On the island, after the airport’s decline, the big history has went away. Its absence created a huge void. Doomed to live in a present with no perspectives, after the impending storm of progress, the islanders seem to be lost in time, not knowing to which era they belong to, nore where they are precisely. Wondering who they really are. They feel useless and filled with interrogations, they wander in their very own existence. Lost in their memory, they have endless questions towards the past. Here they are, forced to lived here and now with what’s left to them : an island at their feet, lost in the sea, a few pieces of land to cultivate… And the sky and the infinite ocean all around, always reminding them their obvious helplessness. But undoubtedly, it might be exactly what will allow them to become themselves again, to get their identity back. And their questions today, most likely will be the ones the old Europe’s inhabitants will ask themselves tomorrow. The dream of greatness dissipated and the island’s loss of impact in the global aviation activity, left room for a massive desillusion. The end of a prosperous era which reminds us what so many powerless European are witnessing, incapable of creating another world. Not able to establish a different value system.
Little America is in line with my work, examining the connexion between the individual story and the big history. Trying to get closer to this intimate memory which keeps struggling, in a hurried and amnesic world. Recalling people’s capacity to remember and to escape from oblivion, and evoking how human time-scale is fragile compared to the geological one, this film will maybe contribute to unravel essential questions.
In Santa Maria, something keeps resisting. A memory resurrects and rises slowly, above contemporary history and even beyond primal discoveries of the island and its first settlement. The one from childhood, the memory of the world’s genesis. Geologic and volcanic tracks from the birth of the island remain, perfectly visible, in the heart of this wild and so young geography, specific to the Azores.
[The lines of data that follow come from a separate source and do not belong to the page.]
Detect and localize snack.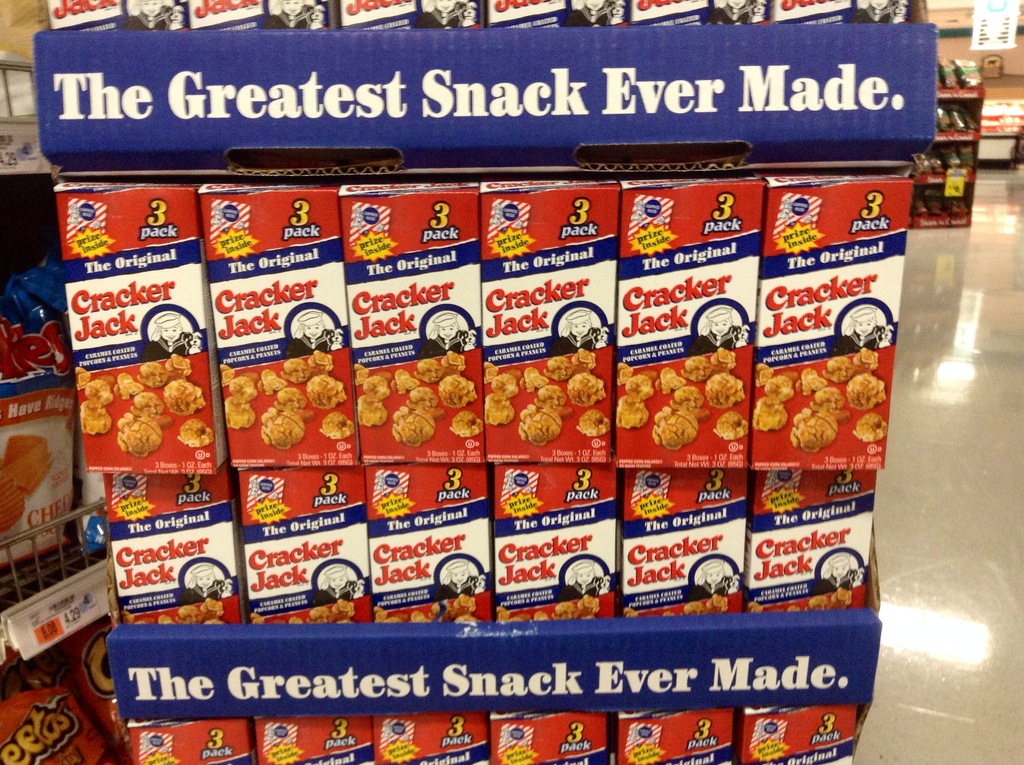
Localized at <box>494,595,600,623</box>.
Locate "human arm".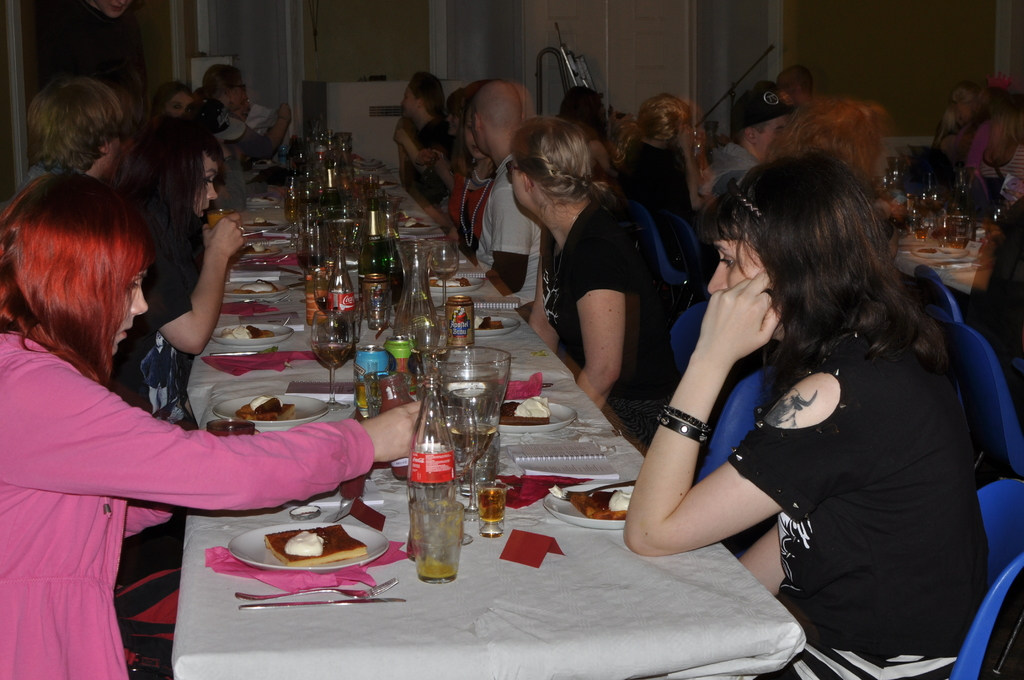
Bounding box: pyautogui.locateOnScreen(529, 227, 567, 355).
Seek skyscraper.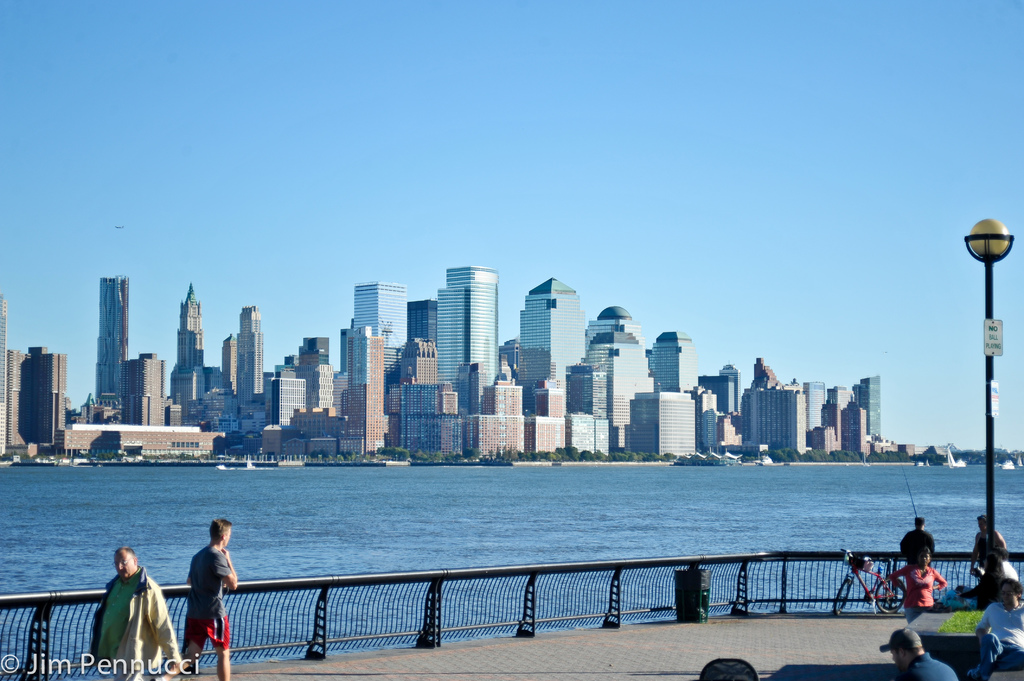
438,261,506,411.
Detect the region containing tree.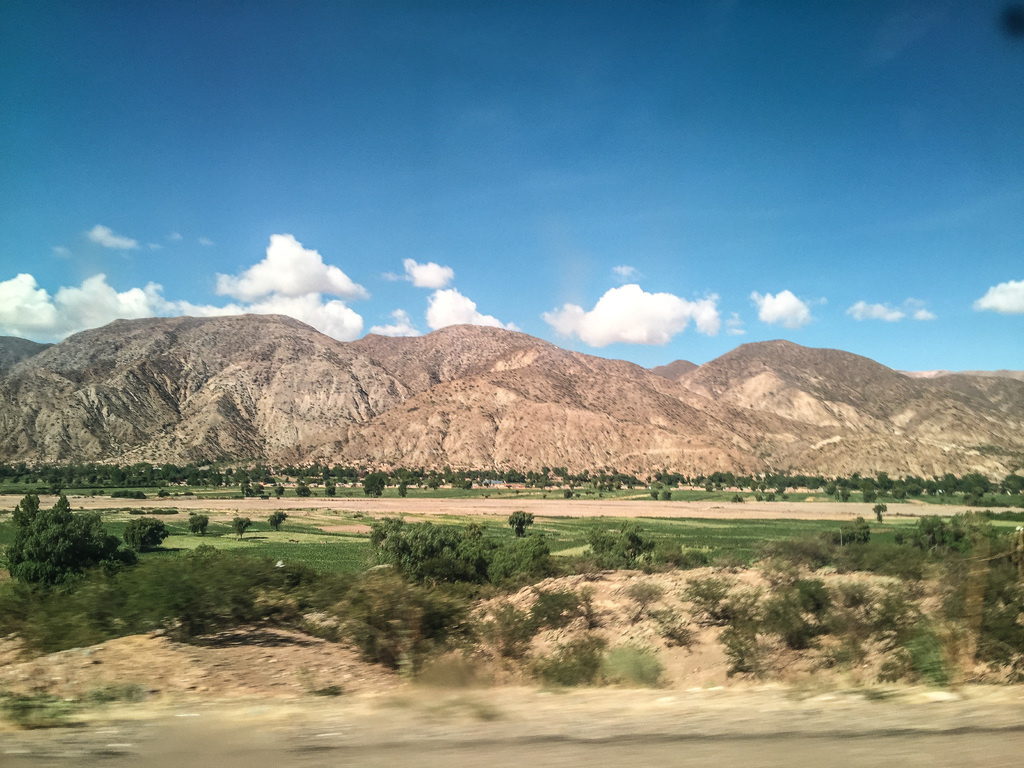
BBox(231, 511, 252, 541).
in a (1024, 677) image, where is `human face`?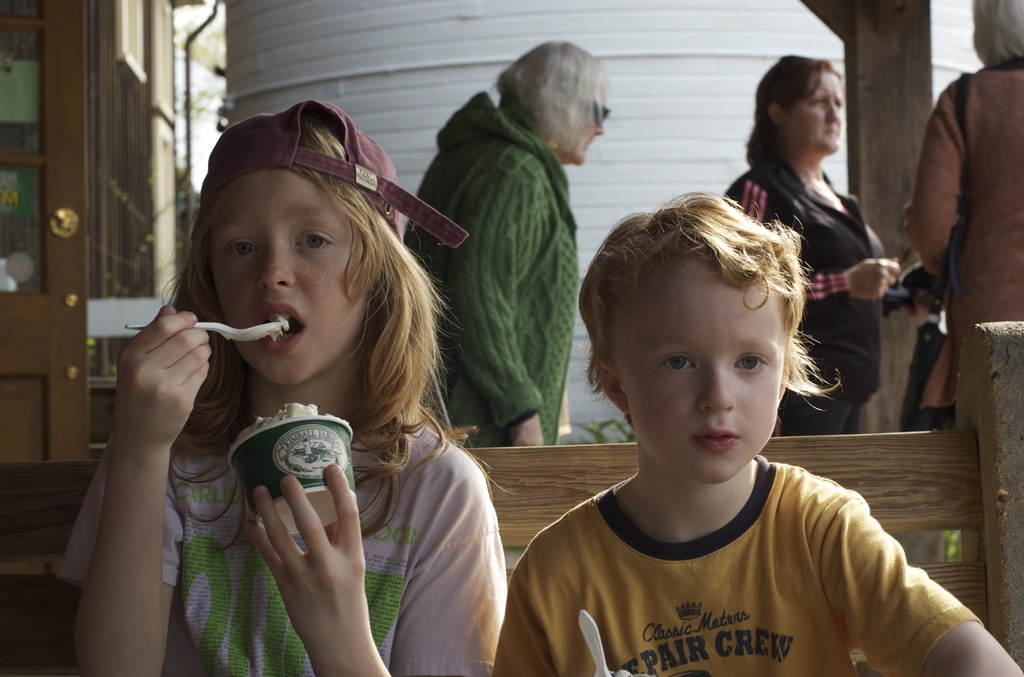
bbox=[613, 262, 789, 482].
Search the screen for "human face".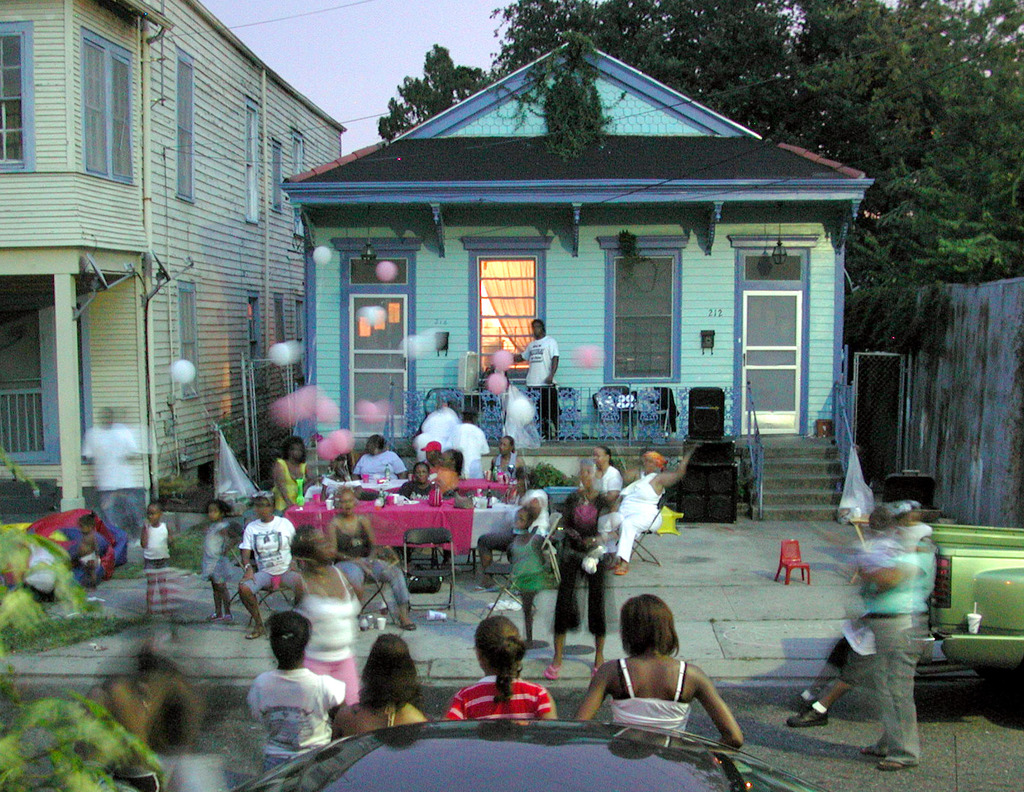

It’s as if the island had always been connected to the mystery of its origins.
Therefore, Little America is a journey to discover the island’s landscapes, apparently still, as well as a wandering within its people ephemeral thoughts. It’s the work of the memory who questions the environment, the slow uprising of the pictures and the souvenirs in the present that I want show. The story can never be told by only one voice : bubbles of individual memory speak in a permanent back and forth between yesterday and today. They pile up and complete the whole picture, constituting little by little a wider and collective memory, which, beyond any geographical limit, contributes to witness a certain state of the world.
Little America tells the end of an era and announces the beginning of another one. The Island testifies everyday for a story that comes to an end, for a bygone era. But its landscapes, sending us back to the origins, invite us to dream of new possibilities. It’s happening here and now, before our eyes and ears, condensed in a handkerchief of pocket. It shows, it’s listenable. It can be filmed.